The People Rest
October 6, 2004
After calling 175 witnesses to prove its case against Scott Peterson, the People
rested on Tuesday, October 5, 2004.
Rick Distaso, lead ADA, said in his opening statement that the People's case
against Scott was based entirely on circumstantial evidence. True to his word,
People didn't call a single eye witness that saw Scott Peterson commit the
crimes he has been charged with -- not the murder, not the removal of the bodies
from the crime scene, not the transport of the bodies from the crime scene to
the locations where they were found. No one saw him doing anything suspicious
during the time period the crime was committed.
But that is okay. Circumstantial evidence is just as valid as eye-witness
testimony. Having a case built entirely on circumstantial evidence is not the
problem. The problem is, not all circumstantial evidence is created equal.
Distaso would have us believe that any circumstance that appeared suspicious to
the police is evidence that Scott committed the crimes. That just is not the
case.
I'd like to illustrate how faulty the circumstantial evidence is in this case by
elaborating on an analogy Judge Delucchi used.
There's only you and a youngster in the room. You have to go answer the phone and you tell the youngster: 'Don't eat the pie!' But when you return, there is a slice of pie missing and the youngster has cherry pie on his face. Although you don't see the child eat the pie, you can infer that the child ate the pie from circumstantial evidence.
What appears to be cherry pie on the youngster's face is
reasonable cause for suspicion.
But, is it reasonable to continue to suspect the youngster when test results
prove the red goop on his face was strawberry jam, not cherry pie, and the knife
used to cut the pie does not have his fingerprints on it, and the contents of
his stomach have no trace of cherry pie?
Appearances can be deceiving. That's why potential items of evidence are sent to
labs for testing, to be sure they are really what they appear to be. Over and
over again, tests on every item sent in for testing that appeared to link Scott
with Laci's disappearance/murder came back negative.
Undaunted by such lack of physical evidence, MPD, under Grogan's direction,
mounted a media campaign and spy network to put intense psychological pressure
on Scott to compel a confession or entrap him into making incriminating
statements. 3000 phone calls captured on wiretaps, the girlfriend and Rocha
family members cooperating as spies to record hundreds of conversations, friends
enlisted to ask Scott certain questions and report his answers back to them --
the result? No confessions, no incriminating statements.
The MPD invaded every nook and cranny of Scott Peterson's life, looking for even
the remotest connection to Laci's disappearance. Drug connections were imagined,
then proven non-existent. Financial motives were imagined, then proven
non-existent. Love motives were imagined, then proven non-existent.
They used ground surveillance and GPS devices to monitor his every move. They
imagined his visits to the Bay were some sinister return to the scene of the
crime, totally discounting his visits to other search sites and the physical
searches he conducted himself.
Absolutely certain that Scott dumped Laci's body in the Bay on December 23-24,
MPD hired a hydrologist to help determine where Laci's body might be, to
facilitate their searches. They spent days with sophisticated side scan sonar
equipment and divers searching the area where they were certain she lay on the
bottom of the Bay, anchored with four 8.5 lb homemade anchors. A ME from San
Francisco told them that much weight would never keep a body the size of Laci
submerged, and days of searching yielded nothing but debris. But, the MPD
remained undaunted by this fruitless effort.
Finally, when the bodies were found, they re-employed the hydrologist to tell
them the location where Laci and Conner separated so they could search for the
anchors they were so sure Scott used to weight her down and the missing body
parts. He developed a high probability area based on Conner's wind drift
trajectory, but couldn't trace a trajectory for Laci from the same point.
Undaunted, MPD employed a massive search effort utilizing the most experienced
divers and the most sophisticated equipment in the entire United States -- a
search that found items as small as soda cans, but no anchors and no body parts.
Still undaunted, Rick Distaso called 175 witnesses to tell the Jury that despite
all these failures to produce evidence, he knows Scott Peterson murdered Laci
and Conner because, well, he looks guilty. Look at the red goop all over his
face, and look at that missing piece of pie.
No, not all circumstantial evidence is created equal, and the circumstantial
evidence presented by the People is not even remotely connected to the
commission of a crime, much less to the murders of Laci and Conner.
People rested in a case which never should have been prosecuted.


= TASK OBJECTIVE =
Return each of the entries below precisely as it appears.

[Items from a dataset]
···

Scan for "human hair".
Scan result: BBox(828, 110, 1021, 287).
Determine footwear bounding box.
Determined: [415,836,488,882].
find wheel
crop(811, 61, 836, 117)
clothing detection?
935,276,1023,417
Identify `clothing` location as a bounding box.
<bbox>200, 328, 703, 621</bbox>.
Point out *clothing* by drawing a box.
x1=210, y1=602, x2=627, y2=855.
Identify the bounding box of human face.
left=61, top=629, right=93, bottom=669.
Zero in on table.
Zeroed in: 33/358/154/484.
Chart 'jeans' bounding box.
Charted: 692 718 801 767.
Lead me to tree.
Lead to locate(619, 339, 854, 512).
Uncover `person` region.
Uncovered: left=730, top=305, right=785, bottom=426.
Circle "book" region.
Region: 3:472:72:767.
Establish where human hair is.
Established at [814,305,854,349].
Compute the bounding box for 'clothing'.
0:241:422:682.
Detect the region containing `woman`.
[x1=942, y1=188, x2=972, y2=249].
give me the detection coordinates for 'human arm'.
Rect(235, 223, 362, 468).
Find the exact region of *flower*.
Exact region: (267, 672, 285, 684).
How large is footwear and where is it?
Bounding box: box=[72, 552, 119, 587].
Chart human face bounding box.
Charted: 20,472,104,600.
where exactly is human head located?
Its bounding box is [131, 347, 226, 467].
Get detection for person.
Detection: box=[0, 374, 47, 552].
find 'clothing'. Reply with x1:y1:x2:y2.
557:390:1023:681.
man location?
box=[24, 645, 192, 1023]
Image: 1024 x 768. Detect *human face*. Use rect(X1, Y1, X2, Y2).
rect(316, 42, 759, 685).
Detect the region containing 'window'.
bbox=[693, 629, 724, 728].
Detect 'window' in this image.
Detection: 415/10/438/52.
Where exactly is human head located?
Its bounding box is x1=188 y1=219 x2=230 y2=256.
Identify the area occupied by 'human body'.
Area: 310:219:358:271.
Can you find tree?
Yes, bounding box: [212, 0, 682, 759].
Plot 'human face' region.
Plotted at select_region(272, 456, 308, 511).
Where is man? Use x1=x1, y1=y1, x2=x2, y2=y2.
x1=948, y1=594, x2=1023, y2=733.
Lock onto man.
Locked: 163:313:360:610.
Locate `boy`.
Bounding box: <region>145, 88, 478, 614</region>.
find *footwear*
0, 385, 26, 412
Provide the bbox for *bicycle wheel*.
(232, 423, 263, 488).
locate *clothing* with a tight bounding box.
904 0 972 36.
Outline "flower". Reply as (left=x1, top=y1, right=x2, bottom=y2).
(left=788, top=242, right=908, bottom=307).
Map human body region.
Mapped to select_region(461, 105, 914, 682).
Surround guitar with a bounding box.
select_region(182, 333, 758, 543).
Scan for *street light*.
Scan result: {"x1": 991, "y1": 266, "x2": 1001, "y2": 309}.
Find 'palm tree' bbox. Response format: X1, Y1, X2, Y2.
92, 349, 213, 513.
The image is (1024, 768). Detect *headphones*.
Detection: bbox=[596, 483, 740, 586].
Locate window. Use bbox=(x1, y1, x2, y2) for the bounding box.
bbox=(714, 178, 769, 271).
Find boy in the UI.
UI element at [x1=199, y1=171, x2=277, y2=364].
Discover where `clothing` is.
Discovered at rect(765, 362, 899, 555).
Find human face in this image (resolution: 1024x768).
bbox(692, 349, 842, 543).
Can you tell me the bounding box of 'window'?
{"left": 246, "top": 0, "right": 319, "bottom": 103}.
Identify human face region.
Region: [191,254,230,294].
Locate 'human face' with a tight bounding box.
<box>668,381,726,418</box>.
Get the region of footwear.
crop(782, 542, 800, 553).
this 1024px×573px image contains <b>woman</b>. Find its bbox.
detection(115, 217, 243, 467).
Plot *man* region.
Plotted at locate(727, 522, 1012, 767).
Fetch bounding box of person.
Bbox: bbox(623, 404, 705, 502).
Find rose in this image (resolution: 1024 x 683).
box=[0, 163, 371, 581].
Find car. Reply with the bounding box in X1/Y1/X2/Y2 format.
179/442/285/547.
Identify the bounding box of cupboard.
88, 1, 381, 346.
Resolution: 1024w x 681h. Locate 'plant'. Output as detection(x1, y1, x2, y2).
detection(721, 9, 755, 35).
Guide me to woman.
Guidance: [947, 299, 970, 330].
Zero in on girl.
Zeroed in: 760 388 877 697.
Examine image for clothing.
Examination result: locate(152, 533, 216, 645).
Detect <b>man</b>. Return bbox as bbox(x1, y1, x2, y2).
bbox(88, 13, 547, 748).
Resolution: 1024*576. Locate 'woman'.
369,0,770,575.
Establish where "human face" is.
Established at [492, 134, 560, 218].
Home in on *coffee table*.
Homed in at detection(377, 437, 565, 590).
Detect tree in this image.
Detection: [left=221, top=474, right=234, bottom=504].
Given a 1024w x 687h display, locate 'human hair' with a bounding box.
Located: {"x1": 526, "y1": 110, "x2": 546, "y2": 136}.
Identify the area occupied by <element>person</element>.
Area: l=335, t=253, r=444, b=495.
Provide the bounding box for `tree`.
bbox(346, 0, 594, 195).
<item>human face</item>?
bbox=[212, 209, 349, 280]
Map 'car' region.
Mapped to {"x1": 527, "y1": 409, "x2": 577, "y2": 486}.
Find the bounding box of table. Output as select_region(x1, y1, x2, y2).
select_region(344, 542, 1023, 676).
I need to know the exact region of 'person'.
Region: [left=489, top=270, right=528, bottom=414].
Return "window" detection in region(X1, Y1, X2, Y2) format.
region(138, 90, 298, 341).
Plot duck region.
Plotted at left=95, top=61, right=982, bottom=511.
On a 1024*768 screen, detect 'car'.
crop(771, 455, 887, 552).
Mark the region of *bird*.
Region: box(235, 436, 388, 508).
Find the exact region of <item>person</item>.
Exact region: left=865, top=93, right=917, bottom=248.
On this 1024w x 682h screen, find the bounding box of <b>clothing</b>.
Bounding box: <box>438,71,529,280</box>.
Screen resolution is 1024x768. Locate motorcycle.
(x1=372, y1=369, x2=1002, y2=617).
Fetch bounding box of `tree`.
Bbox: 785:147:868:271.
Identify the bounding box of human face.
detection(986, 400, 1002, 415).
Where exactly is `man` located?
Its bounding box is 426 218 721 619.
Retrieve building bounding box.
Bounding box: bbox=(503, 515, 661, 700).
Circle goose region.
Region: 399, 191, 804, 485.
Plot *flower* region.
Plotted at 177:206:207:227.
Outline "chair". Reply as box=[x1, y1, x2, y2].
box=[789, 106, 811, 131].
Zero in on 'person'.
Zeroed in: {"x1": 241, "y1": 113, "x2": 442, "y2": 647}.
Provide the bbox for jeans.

···

= RESULT FOR THIS TASK =
Scan for "human hair".
Scan result: BBox(828, 110, 1021, 287).
Determine footwear bounding box.
Determined: [415,836,488,882].
find wheel
crop(811, 61, 836, 117)
clothing detection?
935,276,1023,417
Identify `clothing` location as a bounding box.
<bbox>200, 328, 703, 621</bbox>.
Point out *clothing* by drawing a box.
x1=210, y1=602, x2=627, y2=855.
Identify the bounding box of human face.
left=61, top=629, right=93, bottom=669.
Zero in on table.
Zeroed in: 33/358/154/484.
Chart 'jeans' bounding box.
Charted: 692 718 801 767.
Lead me to tree.
Lead to locate(619, 339, 854, 512).
Uncover `person` region.
Uncovered: left=730, top=305, right=785, bottom=426.
Circle "book" region.
Region: 3:472:72:767.
Establish where human hair is.
Established at [814,305,854,349].
Compute the bounding box for 'clothing'.
0:241:422:682.
Detect the region containing `woman`.
[x1=942, y1=188, x2=972, y2=249].
give me the detection coordinates for 'human arm'.
Rect(235, 223, 362, 468).
Find the exact region of *flower*.
Exact region: (267, 672, 285, 684).
How large is footwear and where is it?
Bounding box: box=[72, 552, 119, 587].
Chart human face bounding box.
Charted: 20,472,104,600.
where exactly is human head located?
Its bounding box is [131, 347, 226, 467].
Get detection for person.
Detection: box=[0, 374, 47, 552].
find 'clothing'. Reply with x1:y1:x2:y2.
557:390:1023:681.
man location?
box=[24, 645, 192, 1023]
Image: 1024 x 768. Detect *human face*. Use rect(X1, Y1, X2, Y2).
rect(316, 42, 759, 685).
Detect the region containing 'window'.
bbox=[693, 629, 724, 728].
Detect 'window' in this image.
Detection: 415/10/438/52.
Where exactly is human head located?
Its bounding box is x1=188 y1=219 x2=230 y2=256.
Identify the area occupied by 'human body'.
Area: 310:219:358:271.
Can you find tree?
Yes, bounding box: [212, 0, 682, 759].
Plot 'human face' region.
Plotted at select_region(272, 456, 308, 511).
Where is man? Use x1=x1, y1=y1, x2=x2, y2=y2.
x1=948, y1=594, x2=1023, y2=733.
Lock onto man.
Locked: 163:313:360:610.
Locate `boy`.
Bounding box: <region>145, 88, 478, 614</region>.
find *footwear*
0, 385, 26, 412
Provide the bbox for *bicycle wheel*.
(232, 423, 263, 488).
locate *clothing* with a tight bounding box.
904 0 972 36.
Outline "flower". Reply as (left=x1, top=y1, right=x2, bottom=y2).
(left=788, top=242, right=908, bottom=307).
Map human body region.
Mapped to select_region(461, 105, 914, 682).
Surround guitar with a bounding box.
select_region(182, 333, 758, 543).
Scan for *street light*.
Scan result: {"x1": 991, "y1": 266, "x2": 1001, "y2": 309}.
Find 'palm tree' bbox. Response format: X1, Y1, X2, Y2.
92, 349, 213, 513.
The image is (1024, 768). Detect *headphones*.
Detection: bbox=[596, 483, 740, 586].
Locate window. Use bbox=(x1, y1, x2, y2) for the bounding box.
bbox=(714, 178, 769, 271).
Find boy in the UI.
UI element at [x1=199, y1=171, x2=277, y2=364].
Discover where `clothing` is.
Discovered at rect(765, 362, 899, 555).
Find human face in this image (resolution: 1024x768).
bbox(692, 349, 842, 543).
Can you tell me the bounding box of 'window'?
{"left": 246, "top": 0, "right": 319, "bottom": 103}.
Identify human face region.
Region: [191,254,230,294].
Locate 'human face' with a tight bounding box.
<box>668,381,726,418</box>.
Get the region of footwear.
crop(782, 542, 800, 553).
this 1024px×573px image contains <b>woman</b>. Find its bbox.
detection(115, 217, 243, 467).
Plot *man* region.
Plotted at locate(727, 522, 1012, 767).
Fetch bounding box of person.
Bbox: bbox(623, 404, 705, 502).
Find rose in this image (resolution: 1024 x 683).
box=[0, 163, 371, 581].
Find car. Reply with the bounding box in X1/Y1/X2/Y2 format.
179/442/285/547.
Identify the bounding box of cupboard.
88, 1, 381, 346.
Resolution: 1024w x 681h. Locate 'plant'. Output as detection(x1, y1, x2, y2).
detection(721, 9, 755, 35).
Guide me to woman.
Guidance: [947, 299, 970, 330].
Zero in on girl.
Zeroed in: 760 388 877 697.
Examine image for clothing.
Examination result: locate(152, 533, 216, 645).
Detect <b>man</b>. Return bbox as bbox(x1, y1, x2, y2).
bbox(88, 13, 547, 748).
Resolution: 1024*576. Locate 'woman'.
369,0,770,575.
Establish where "human face" is.
Established at [492, 134, 560, 218].
Home in on *coffee table*.
Homed in at detection(377, 437, 565, 590).
Detect tree in this image.
Detection: [left=221, top=474, right=234, bottom=504].
Given a 1024w x 687h display, locate 'human hair' with a bounding box.
Located: {"x1": 526, "y1": 110, "x2": 546, "y2": 136}.
Identify the area occupied by <element>person</element>.
Area: l=335, t=253, r=444, b=495.
Provide the bounding box for `tree`.
bbox(346, 0, 594, 195).
<item>human face</item>?
bbox=[212, 209, 349, 280]
Map 'car' region.
Mapped to {"x1": 527, "y1": 409, "x2": 577, "y2": 486}.
Find the bounding box of table. Output as select_region(x1, y1, x2, y2).
select_region(344, 542, 1023, 676).
I need to know the exact region of 'person'.
Region: [left=489, top=270, right=528, bottom=414].
Return "window" detection in region(X1, Y1, X2, Y2) format.
region(138, 90, 298, 341).
Plot duck region.
Plotted at left=95, top=61, right=982, bottom=511.
On a 1024*768 screen, detect 'car'.
crop(771, 455, 887, 552).
Mark the region of *bird*.
Region: box(235, 436, 388, 508).
Find the exact region of <item>person</item>.
Exact region: left=865, top=93, right=917, bottom=248.
On this 1024w x 682h screen, find the bounding box of <b>clothing</b>.
Bounding box: <box>438,71,529,280</box>.
Screen resolution is 1024x768. Locate motorcycle.
(x1=372, y1=369, x2=1002, y2=617).
Fetch bounding box of `tree`.
Bbox: 785:147:868:271.
Identify the bounding box of human face.
detection(986, 400, 1002, 415).
Where exactly is `man` located?
Its bounding box is 426 218 721 619.
Retrieve building bounding box.
Bounding box: bbox=(503, 515, 661, 700).
Circle goose region.
Region: 399, 191, 804, 485.
Plot *flower* region.
Plotted at 177:206:207:227.
Outline "chair". Reply as box=[x1, y1, x2, y2].
box=[789, 106, 811, 131].
Zero in on 'person'.
Zeroed in: {"x1": 241, "y1": 113, "x2": 442, "y2": 647}.
Provide the bbox for jeans.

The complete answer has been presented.